Saddling the mining industry with more pathfinder work

20th June 2014 By: Martin Creamer - Creamer Media Editor

Saddling the mining  industry with more  pathfinder work

The mining industry has played a key role in South Africa’s economic development for more than 140 years, which has transformed South Africa into the most industrialised country in Africa, and it remains a major factor in the economy, with significant contributions to employment numbers and export earnings. It attracts foreign direct investment, creates gross domestic product and contributes to proper transformation in the economy, the Chamber of Mines adds.

Now there are many who want the industry to go much further in the decades ahead and one of them is veteran research commentator Dr RE (Robbie) Robinson, who wants jobs created on a mammoth scale plus dramatically improved primary and secondary education – with the mining industry playing a significant role.

On the future of the mines themselves, Robinson believes gold and platinum mines can be expanded in the short term by using a proven low-cost and safe, selected blasting mining technique and, in the longer term, using AngloGold Ashanti’s new raiseboring technology.

On surface, he envisages mining clusters with education and income-generating opportunities by way of agricultural small lot activities on a self-financing basis using high-efficiency hydroponic fertigation methods extensively, including on slimes dams.

He proposes the production of bioethanol as a main product and calculates that one mine-linked family would be capable of producing three tons of ethanol fuel a year, or the equivalent of 15 barrels of oil.

He envisages schools employing computerised digital education and pupils interacting with mining activities and research.

“Such pathfinder work by the mining industry is by far the most rapidly effective strategy with the highest probability of success for a solution to the overall national problem,” says Robinson.

South Africans are dreaming up new things in the hope of creating new forward movement for mining, which, as the chamber rightly points out, continues to be “the flywheel of the South African economy”.

The Framework Agreement for a Sustainable Mining Industry arrived at last year by the who’s who of mining, and even attended by the Association of Mineworkers and Construction Union, shows a groundswell of common thinking and willingness to innovate.

Signatories recognised that the mining industry is central to South Africa’s economy and job creation and that urgent steps are needed to strengthen the sector. The parties committed to implementing new measures that bring about lasting change.

Still ahead is the tough part of actually walking that talk.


■ **TASK BRIEF**:
Reproduce the records word for word, leaving out any pictures they hold.

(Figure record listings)
Segment Open
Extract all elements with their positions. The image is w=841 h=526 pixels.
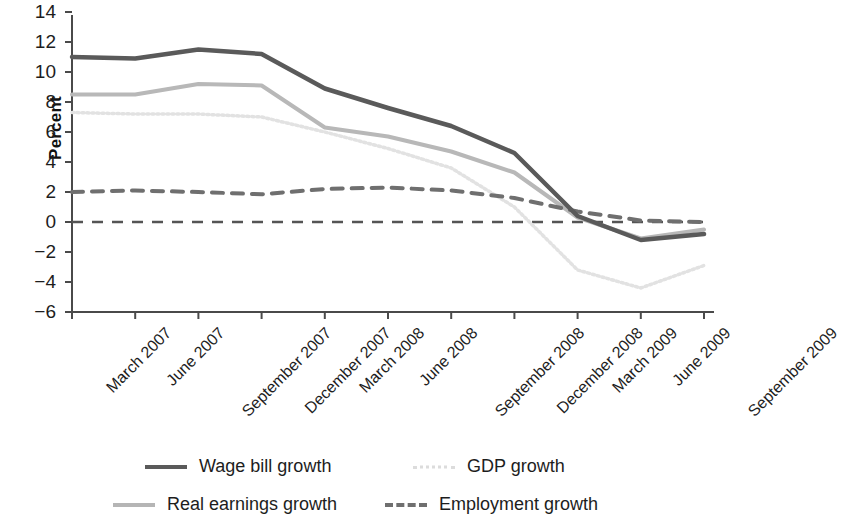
y-tick-label: −6 (16, 302, 56, 321)
y-tick-label: 4 (16, 152, 56, 171)
legend-item-gdp-growth[interactable]: GDP growth (413, 456, 565, 477)
legend-swatch-dashed-line-icon (385, 498, 427, 512)
y-tick-label: 8 (16, 92, 56, 111)
axis-layer (65, 12, 714, 319)
y-tick-label: 2 (16, 182, 56, 201)
series-layer (72, 50, 704, 289)
legend-item-real-earnings-growth[interactable]: Real earnings growth (113, 494, 337, 515)
legend-label: Wage bill growth (199, 456, 331, 477)
y-tick-label: 0 (16, 212, 56, 231)
y-tick-label: 12 (16, 32, 56, 51)
legend-item-employment-growth[interactable]: Employment growth (385, 494, 598, 515)
legend-item-wage-bill-growth[interactable]: Wage bill growth (145, 456, 331, 477)
legend-swatch-solid-line-icon (145, 460, 187, 474)
y-tick-label: −2 (16, 242, 56, 261)
legend-label: Real earnings growth (167, 494, 337, 515)
series-line-employment-growth (72, 188, 704, 223)
y-tick-label: 10 (16, 62, 56, 81)
chart-legend: Wage bill growth GDP growth Real earning… (0, 452, 770, 526)
legend-label: GDP growth (467, 456, 565, 477)
legend-label: Employment growth (439, 494, 598, 515)
series-line-wage-bill-growth (72, 50, 704, 241)
y-tick-label: 14 (16, 2, 56, 21)
y-tick-label: 6 (16, 122, 56, 141)
legend-swatch-dotted-line-icon (413, 460, 455, 474)
series-line-gdp-growth (72, 113, 704, 289)
y-tick-label: −4 (16, 272, 56, 291)
legend-swatch-solid-light-line-icon (113, 498, 155, 512)
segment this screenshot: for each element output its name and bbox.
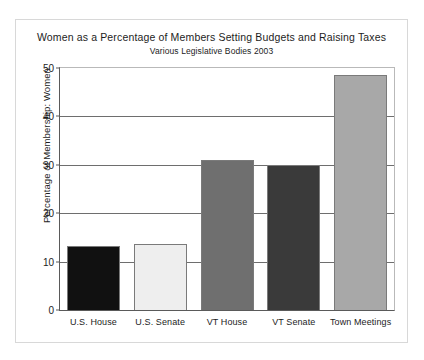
x-tick-label: Town Meetings bbox=[330, 317, 391, 327]
page-title: Women as a Percentage of Members Setting… bbox=[16, 30, 407, 44]
y-tick-label: 20 bbox=[43, 208, 54, 219]
bar-vt-senate[interactable] bbox=[267, 165, 320, 310]
bar-vt-house[interactable] bbox=[201, 160, 254, 310]
y-tick-label: 30 bbox=[43, 159, 54, 170]
y-tick-label: 0 bbox=[48, 305, 54, 316]
bar-u-s-house[interactable] bbox=[67, 246, 120, 310]
bar-series bbox=[60, 68, 394, 310]
chart-card: Women as a Percentage of Members Setting… bbox=[15, 19, 408, 343]
bar-u-s-senate[interactable] bbox=[134, 244, 187, 310]
y-tick-label: 50 bbox=[43, 63, 54, 74]
x-tick-label: VT House bbox=[207, 317, 248, 327]
chart-title-block: Women as a Percentage of Members Setting… bbox=[16, 30, 407, 57]
x-tick-label: U.S. House bbox=[70, 317, 117, 327]
plot-area: 01020304050 U.S. HouseU.S. SenateVT Hous… bbox=[59, 67, 395, 311]
bar-town-meetings[interactable] bbox=[334, 75, 387, 310]
chart-subtitle: Various Legislative Bodies 2003 bbox=[16, 45, 407, 57]
y-tick-label: 10 bbox=[43, 256, 54, 267]
x-tick-label: VT Senate bbox=[272, 317, 315, 327]
x-tick-label: U.S. Senate bbox=[135, 317, 185, 327]
y-tick-label: 40 bbox=[43, 111, 54, 122]
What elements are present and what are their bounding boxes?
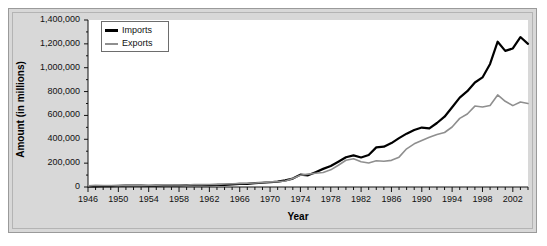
legend-label-exports: Exports [122, 38, 153, 49]
y-tick-label: 200,000 [0, 157, 80, 167]
legend-swatch-exports-icon [105, 43, 118, 45]
chart-legend: Imports Exports [101, 21, 169, 52]
x-axis-ticks [88, 187, 528, 192]
y-tick-label: 800,000 [0, 86, 80, 96]
y-tick-label: 1,200,000 [0, 38, 80, 48]
legend-swatch-imports-icon [105, 29, 118, 32]
legend-item-imports: Imports [105, 24, 168, 37]
legend-label-imports: Imports [122, 25, 152, 36]
y-tick-label: 1,400,000 [0, 14, 80, 24]
y-tick-label: 0 [0, 181, 80, 191]
y-axis-ticks [84, 20, 88, 187]
legend-item-exports: Exports [105, 37, 168, 50]
y-tick-label: 600,000 [0, 109, 80, 119]
y-tick-label: 400,000 [0, 133, 80, 143]
y-tick-label: 1,000,000 [0, 62, 80, 72]
x-axis-title: Year [250, 211, 346, 222]
chart-figure: 0200,000400,000600,000800,0001,000,0001,… [0, 0, 547, 246]
line-chart-plot [0, 0, 547, 246]
y-axis-title: Amount (in millions) [15, 43, 26, 177]
x-tick-label: 2002 [493, 194, 533, 204]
Segment Closed
■ **YOUR RESPONSE**:
Extract all elements with their positions. The image is w=841 h=526 pixels.
y-tick-label: −6 (16, 302, 56, 321)
y-tick-label: 4 (16, 152, 56, 171)
legend-item-gdp-growth[interactable]: GDP growth (413, 456, 565, 477)
legend-swatch-dashed-line-icon (385, 498, 427, 512)
y-tick-label: 8 (16, 92, 56, 111)
axis-layer (65, 12, 714, 319)
y-tick-label: 2 (16, 182, 56, 201)
series-layer (72, 50, 704, 289)
legend-item-real-earnings-growth[interactable]: Real earnings growth (113, 494, 337, 515)
legend-label: Wage bill growth (199, 456, 331, 477)
y-tick-label: 0 (16, 212, 56, 231)
y-tick-label: 12 (16, 32, 56, 51)
legend-item-employment-growth[interactable]: Employment growth (385, 494, 598, 515)
legend-item-wage-bill-growth[interactable]: Wage bill growth (145, 456, 331, 477)
legend-swatch-solid-line-icon (145, 460, 187, 474)
y-tick-label: −2 (16, 242, 56, 261)
legend-label: Real earnings growth (167, 494, 337, 515)
series-line-employment-growth (72, 188, 704, 223)
y-tick-label: 10 (16, 62, 56, 81)
chart-legend: Wage bill growth GDP growth Real earning… (0, 452, 770, 526)
legend-label: GDP growth (467, 456, 565, 477)
legend-label: Employment growth (439, 494, 598, 515)
series-line-wage-bill-growth (72, 50, 704, 241)
y-tick-label: 14 (16, 2, 56, 21)
y-tick-label: 6 (16, 122, 56, 141)
legend-swatch-dotted-line-icon (413, 460, 455, 474)
series-line-gdp-growth (72, 113, 704, 289)
y-tick-label: −4 (16, 272, 56, 291)
legend-swatch-solid-light-line-icon (113, 498, 155, 512)
segment this screenshot: for each element output its name and bbox.
x-tick-label: Town Meetings bbox=[330, 317, 391, 327]
page-title: Women as a Percentage of Members Setting… bbox=[16, 30, 407, 44]
y-tick-label: 20 bbox=[43, 208, 54, 219]
bar-vt-senate[interactable] bbox=[267, 165, 320, 310]
bar-vt-house[interactable] bbox=[201, 160, 254, 310]
y-tick-label: 30 bbox=[43, 159, 54, 170]
y-tick-label: 0 bbox=[48, 305, 54, 316]
bar-u-s-house[interactable] bbox=[67, 246, 120, 310]
bar-series bbox=[60, 68, 394, 310]
chart-card: Women as a Percentage of Members Setting… bbox=[15, 19, 408, 343]
bar-u-s-senate[interactable] bbox=[134, 244, 187, 310]
y-tick-label: 50 bbox=[43, 63, 54, 74]
x-tick-label: VT House bbox=[207, 317, 248, 327]
chart-title-block: Women as a Percentage of Members Setting… bbox=[16, 30, 407, 57]
x-tick-label: U.S. House bbox=[70, 317, 117, 327]
plot-area: 01020304050 U.S. HouseU.S. SenateVT Hous… bbox=[59, 67, 395, 311]
bar-town-meetings[interactable] bbox=[334, 75, 387, 310]
chart-subtitle: Various Legislative Bodies 2003 bbox=[16, 45, 407, 57]
y-tick-label: 10 bbox=[43, 256, 54, 267]
x-tick-label: VT Senate bbox=[272, 317, 315, 327]
x-tick-label: U.S. Senate bbox=[135, 317, 185, 327]
y-tick-label: 40 bbox=[43, 111, 54, 122]
What elements are present and what are their bounding boxes?
legend-label-exports: Exports [122, 38, 153, 49]
y-tick-label: 200,000 [0, 157, 80, 167]
legend-swatch-exports-icon [105, 43, 118, 45]
chart-legend: Imports Exports [101, 21, 169, 52]
x-axis-ticks [88, 187, 528, 192]
y-tick-label: 800,000 [0, 86, 80, 96]
y-tick-label: 1,200,000 [0, 38, 80, 48]
legend-swatch-imports-icon [105, 29, 118, 32]
legend-item-imports: Imports [105, 24, 168, 37]
legend-label-imports: Imports [122, 25, 152, 36]
y-tick-label: 1,400,000 [0, 14, 80, 24]
y-tick-label: 0 [0, 181, 80, 191]
y-axis-ticks [84, 20, 88, 187]
legend-item-exports: Exports [105, 37, 168, 50]
y-tick-label: 600,000 [0, 109, 80, 119]
y-tick-label: 400,000 [0, 133, 80, 143]
y-tick-label: 1,000,000 [0, 62, 80, 72]
x-axis-title: Year [250, 211, 346, 222]
chart-figure: 0200,000400,000600,000800,0001,000,0001,… [0, 0, 547, 246]
line-chart-plot [0, 0, 547, 246]
y-axis-title: Amount (in millions) [15, 43, 26, 177]
x-tick-label: 2002 [493, 194, 533, 204]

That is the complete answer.